Robert Carver (ca.1485 – ca.1570) was a Scottish Renaissance monk and composer of Christian sacred music.

He is regarded as Scotland's greatest sixteenth-century composer. He is best known for his polyphonic choral music, of which there are five surviving masses and two surviving motets. The works that can definitely be attributed to him can be found in the Carver Choirbook[1] held in the National Library of Scotland.

His work, noted for the gradual build-up of ideas towards a resolution in the final passages, is still performed and recorded today. Carver was influenced by continental Europe, and his surviving music differs greatly from that produced by many of his contemporaries in Scotland or England at the time.

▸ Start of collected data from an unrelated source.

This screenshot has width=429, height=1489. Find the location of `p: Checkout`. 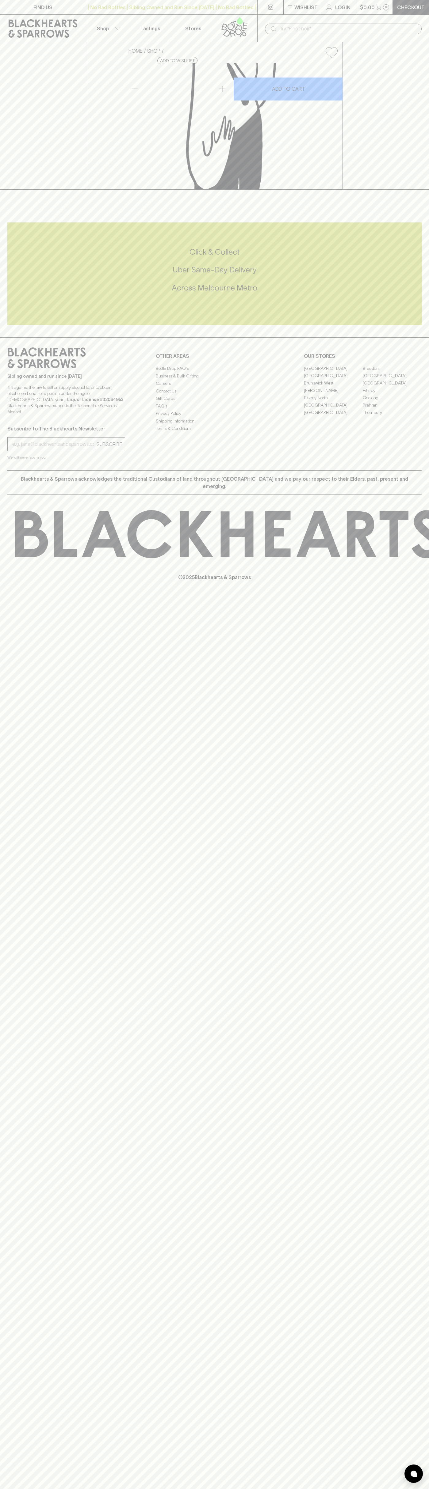

p: Checkout is located at coordinates (410, 7).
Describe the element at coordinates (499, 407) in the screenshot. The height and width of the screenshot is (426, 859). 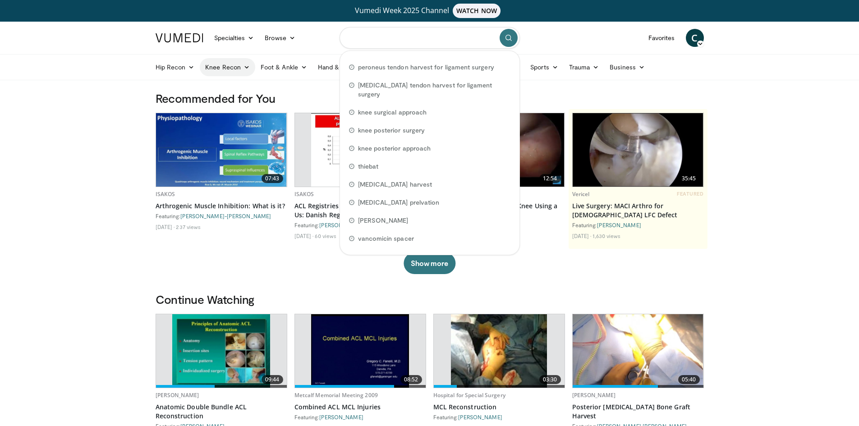
I see `a: MCL Reconstruction` at that location.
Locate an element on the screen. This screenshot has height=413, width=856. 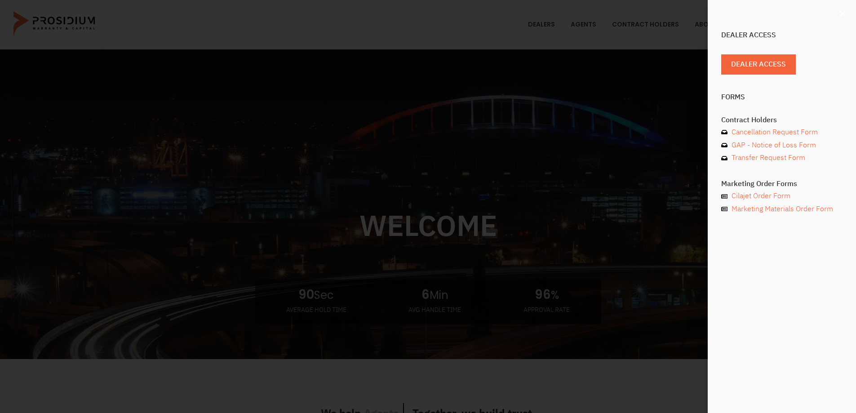
a: Dealer Access is located at coordinates (759, 64).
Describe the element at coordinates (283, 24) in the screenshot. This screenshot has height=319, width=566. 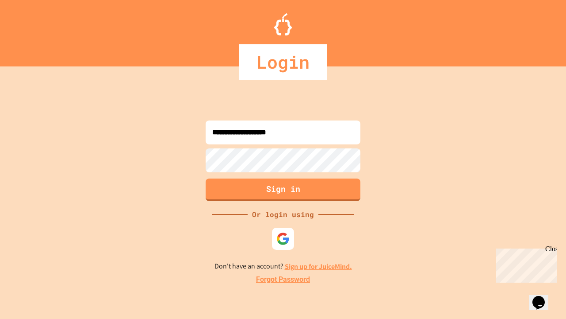
I see `img: Logo.svg` at that location.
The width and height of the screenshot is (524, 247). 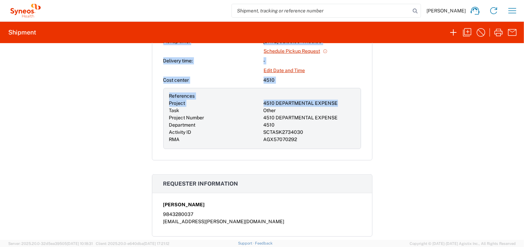 I want to click on span: Server: 2025.20.0-32d5ea39505, so click(x=50, y=243).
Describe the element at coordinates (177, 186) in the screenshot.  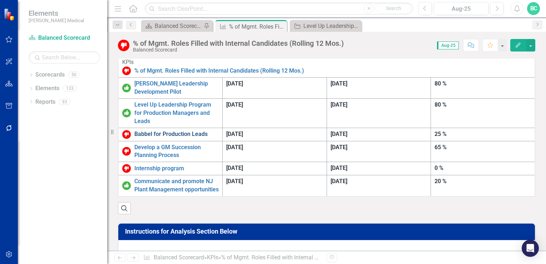
I see `a: Communicate and promote NJ Plant Management opportunities` at that location.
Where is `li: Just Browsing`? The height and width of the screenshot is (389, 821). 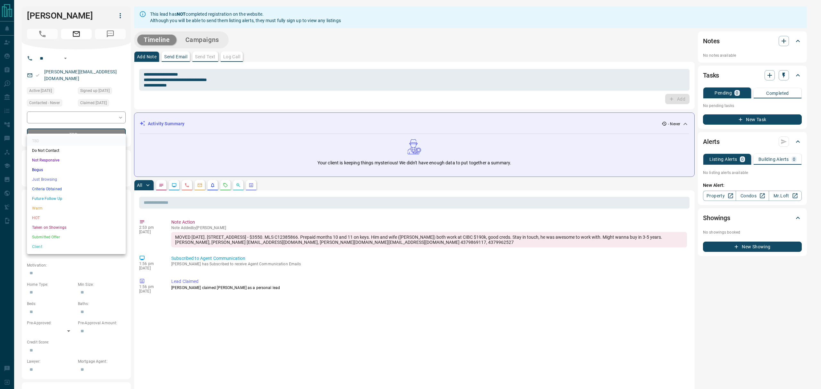 li: Just Browsing is located at coordinates (76, 180).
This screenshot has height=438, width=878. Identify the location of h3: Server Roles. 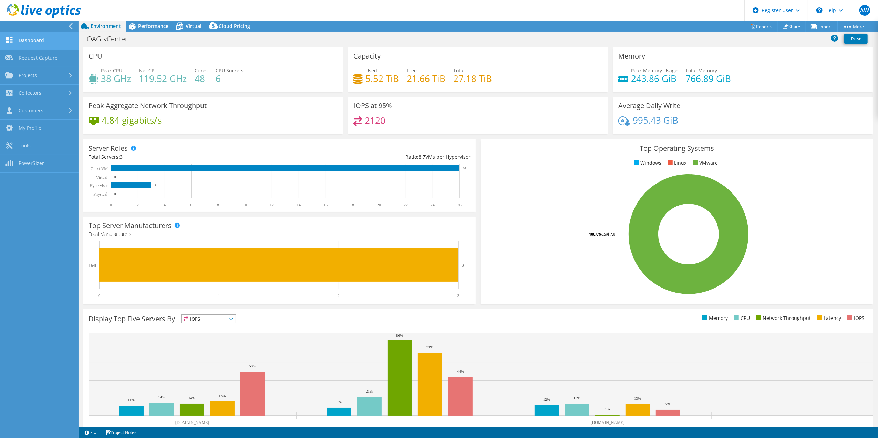
(108, 148).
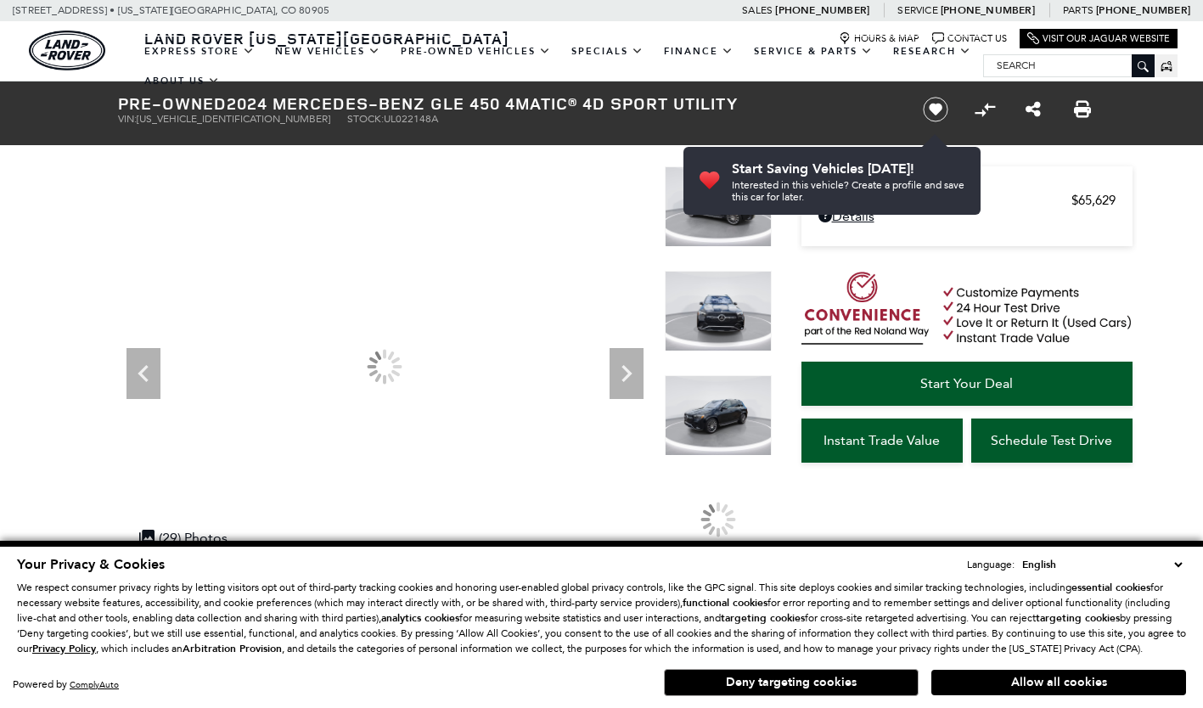 This screenshot has height=708, width=1203. Describe the element at coordinates (91, 564) in the screenshot. I see `span: Your Privacy & Cookies` at that location.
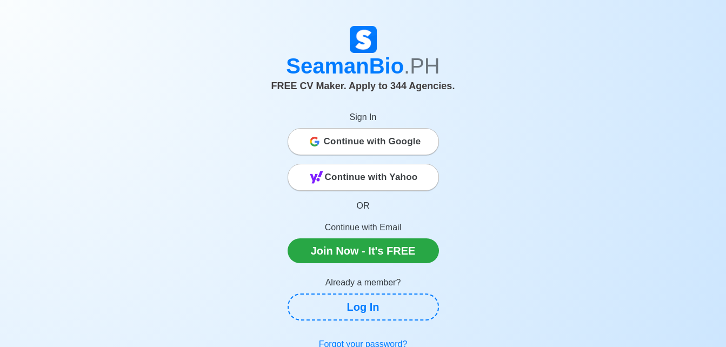 The image size is (726, 347). I want to click on button: Continue with Yahoo, so click(363, 177).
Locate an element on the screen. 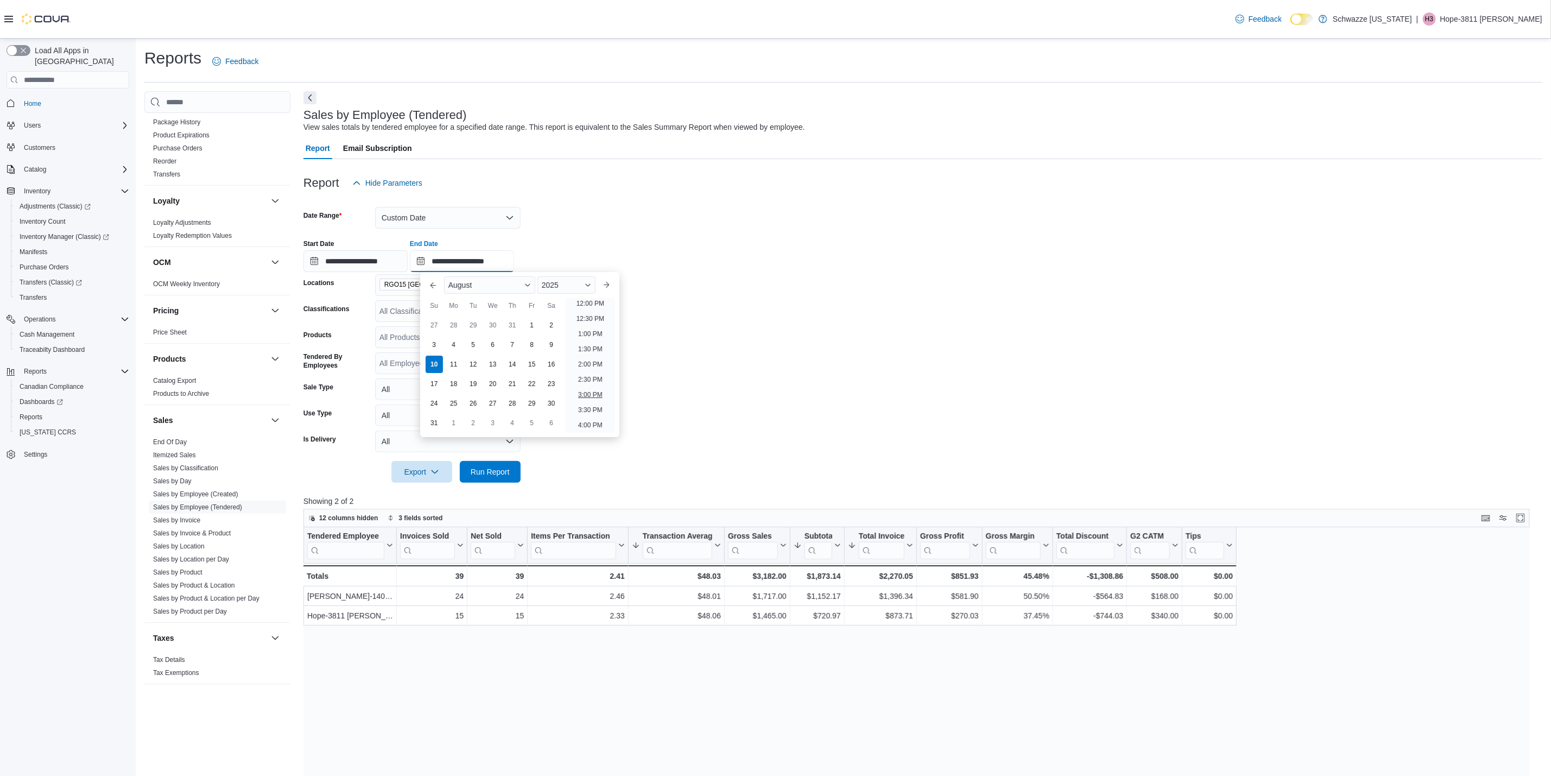 The width and height of the screenshot is (1551, 776). li: 1:00 PM is located at coordinates (590, 334).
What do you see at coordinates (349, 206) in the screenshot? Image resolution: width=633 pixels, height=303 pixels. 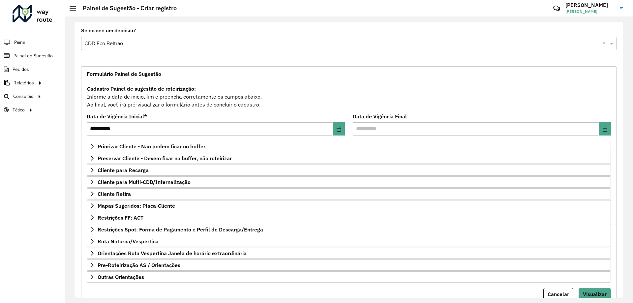 I see `a: Mapas Sugeridos: Placa-Cliente` at bounding box center [349, 206].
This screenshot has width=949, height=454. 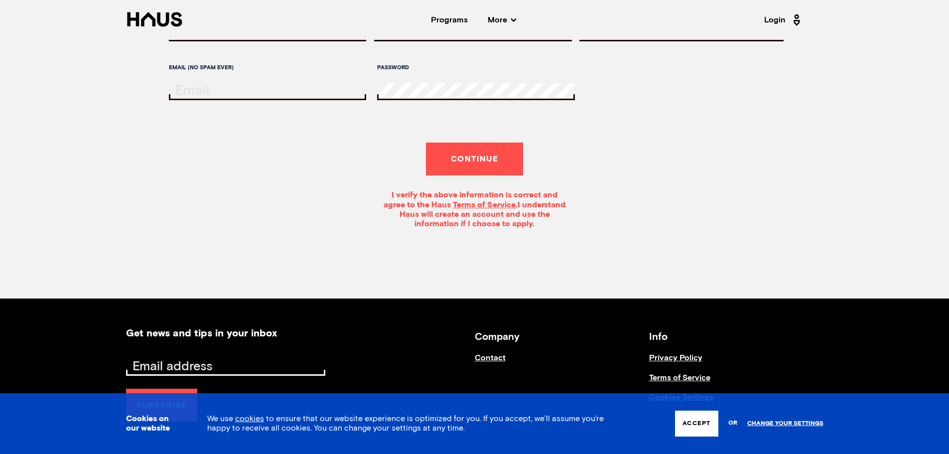 What do you see at coordinates (449, 20) in the screenshot?
I see `a: Programs` at bounding box center [449, 20].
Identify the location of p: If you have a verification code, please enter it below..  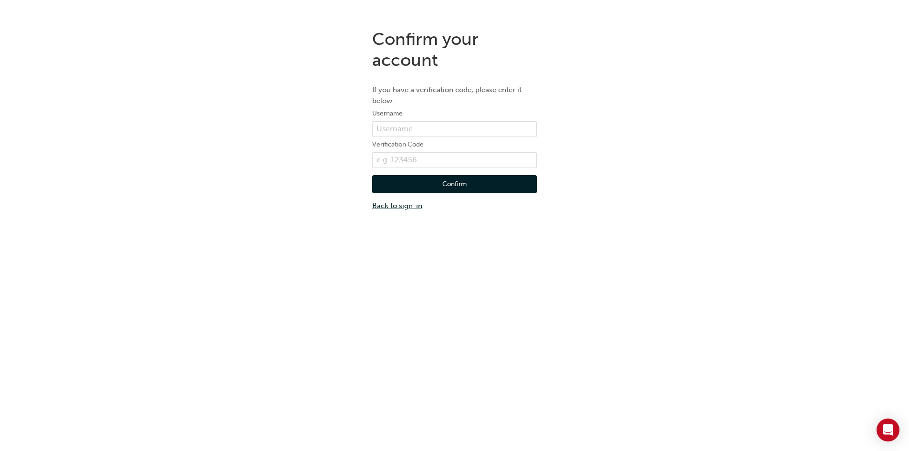
(454, 95).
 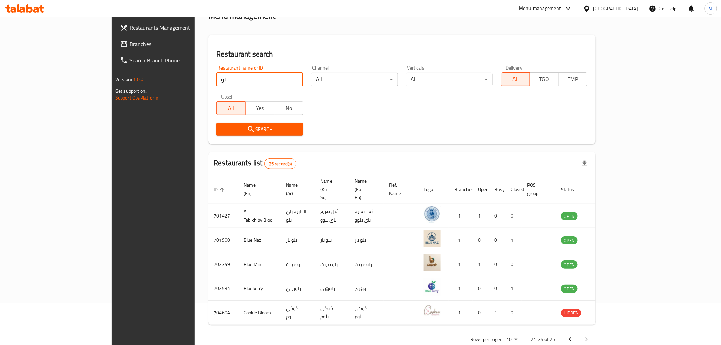 What do you see at coordinates (178, 60) in the screenshot?
I see `span: Search Branch Phone` at bounding box center [178, 60].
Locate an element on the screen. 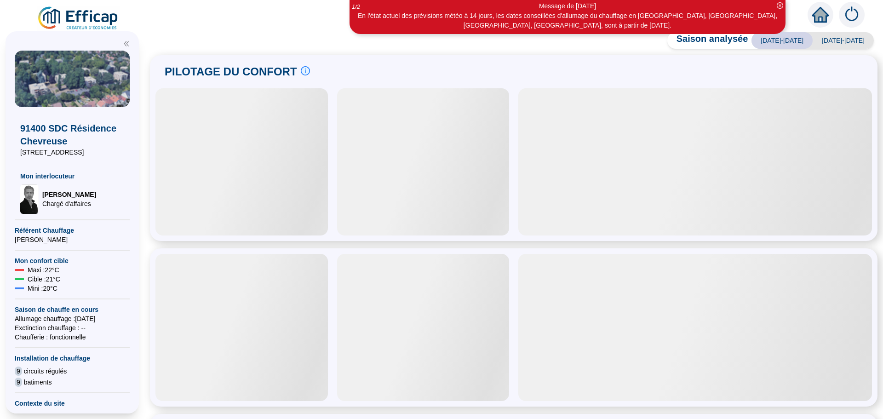 The width and height of the screenshot is (883, 419). span: Saison de chauffe en cours is located at coordinates (72, 309).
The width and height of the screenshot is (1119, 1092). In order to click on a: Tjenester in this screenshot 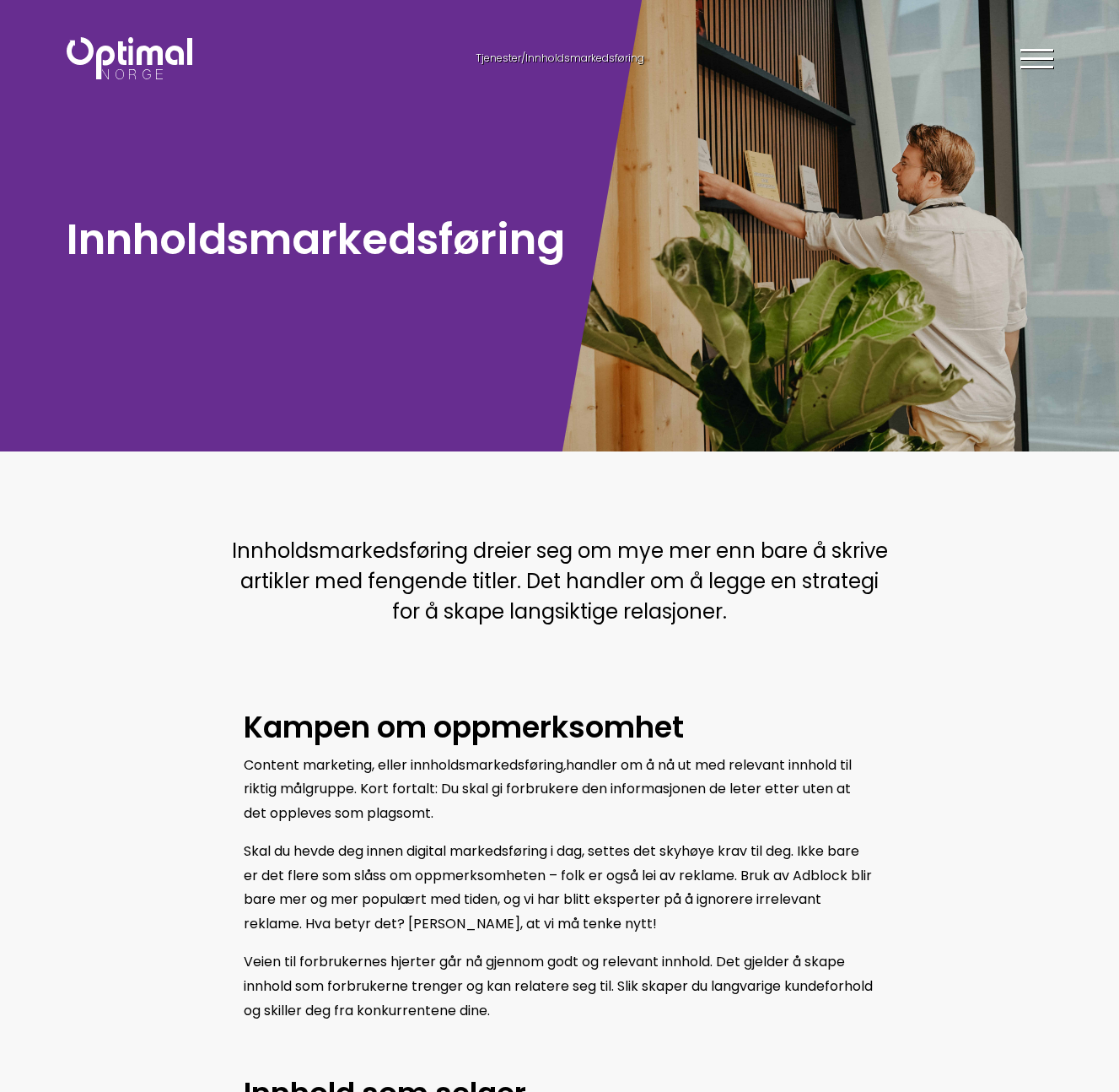, I will do `click(499, 57)`.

He was the subject of the 1991 BBC radio play Carver by John Purser, which won one of the Giles Cooper Awards for that year.

Contents

[edit] Biography

He spent much of his life at Scone Abbey. The Carver Choirbook refers to the composer as having the alias Robert Arnat.[1] A man of the same name was recorded as a canon of the Chapel Royal of Scotland, in Stirling Castle, in the same period.

[edit] Known Compositions

The following works are attributed to Robert Carver in the Carver Choirbook:[1]

  • Dum Sacram Mysterium. A mass for ten voices.
  • L'homme Armeé. A mass for four voices.
  • Pater Creator Omnium. A mass for four voices.
  • Fera Pessima. A mass for five voices.
  • An un-named mass for six voices.
  • O Bone Jesu. A motet for nineteen voices.
  • Gaude Flore Virginali. A motet for five voices.